Shin pain during or after running
Also Known As: Shin splints, medial tibial stress syndrome, anterior shin pain
What It Feels Like
A dull, aching, or sharp pain along the front or inner edge of the shin
Pain may start gradually during a run or build afterward, especially the next morning
Often described as tender to the touch, especially after long runs or speed work
Why It Matters
Shin pain during or after running is often your body’s way of flagging overuse, poor mechanics, or imbalances elsewhere—like weak glutes or tight calves. Left untreated, it can progress to stress reactions or chronic compensation, forcing you to cut mileage or miss races.
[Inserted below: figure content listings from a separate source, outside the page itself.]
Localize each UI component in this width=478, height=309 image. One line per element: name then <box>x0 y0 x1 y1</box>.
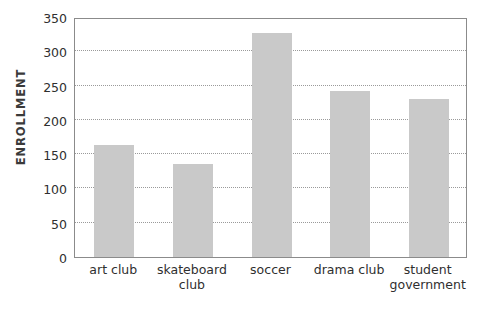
x-axis-tick-labels: art clubskateboardclubsoccerdrama clubst… <box>74 262 467 307</box>
y-tick-label: 300 <box>7 45 67 60</box>
bar-chart: ENROLLMENT 050100150200250300350 art clu… <box>0 0 478 309</box>
x-tick-label: studentgovernment <box>388 262 467 292</box>
x-tick-label-line: drama club <box>310 262 389 277</box>
y-tick-label: 350 <box>7 11 67 26</box>
x-tick-label-line: club <box>153 277 232 292</box>
y-tick-label: 50 <box>7 216 67 231</box>
x-tick-label-line: skateboard <box>153 262 232 277</box>
x-tick-label-line: soccer <box>231 262 310 277</box>
x-tick-label: drama club <box>310 262 389 277</box>
x-tick-label-line: student <box>388 262 467 277</box>
y-tick-label: 200 <box>7 113 67 128</box>
x-tick-label: soccer <box>231 262 310 277</box>
x-tick-label: skateboardclub <box>153 262 232 292</box>
y-tick-label: 250 <box>7 79 67 94</box>
y-axis-tick-labels: 050100150200250300350 <box>74 18 467 258</box>
x-tick-label: art club <box>74 262 153 277</box>
y-tick-label: 150 <box>7 148 67 163</box>
y-tick-label: 0 <box>7 251 67 266</box>
x-tick-label-line: art club <box>74 262 153 277</box>
x-tick-label-line: government <box>388 277 467 292</box>
y-tick-label: 100 <box>7 182 67 197</box>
Catching it early means faster recovery and stronger miles ahead.

Common Causes
Shin pain during or after running can be caused by a sudden increase in mileage, speed, hills, or downhill running; inadequate recovery between harder sessions; calf weakness or stiffness; limited ankle mobility; changes in footwear; running on hard, slanted, or uneven surfaces; side-to-side strength or control differences; and tissue overload involving the shin muscles, tendons, or tibia. Common clinical causes include medial tibial stress syndrome, tibial bone stress injury, exertional compartment syndrome, and overload of the tibialis anterior or posterior muscle-tendon units.
Did You Know?
Shin pain is not always just “shin splints.” It can also be related to bone stress, muscle overload, compartment pressure, or the way your body is handling running load.
How Zenith Can Help
At Zenith, we can help determine whether your shin pain is coming from training load, bone stress, muscle overload, running mechanics, or lower-leg control issues. We look at where the pain is, when it shows up, how it responds to running, and whether factors like stride mechanics, hill work, calf strength, ankle mobility, or side-to-side asymmetry may be contributing. From there, we build a plan to reduce irritation, improve tissue capacity, and help you return to running with more confidence.
Next Steps
If your shin pain keeps coming back, becomes more pinpoint, starts earlier in runs, or lingers after you stop, the next step is to get it assessed before it turns into something more limiting. Book sooner if you have pain with walking, swelling, pain at rest, numbness, weakness, or a very predictable “it always starts at the same point in the run” pattern. Persistent or worsening symptoms can point toward bone stress or compartment-related issues rather than simple overload.
For Eugene runners, be careful about stacking Ridgeline, Spencer Butte, steep trail descents, and cambered road mileage too tightly in the same week. Rotate in flatter, softer-surface runs when your shins are irritated, and do not ignore pain that gets sharper on hills or worsens the day after harder efforts. Uneven or sloped surfaces can quietly increase lower-leg load, especially when you are also adding speed, vert, or new shoes.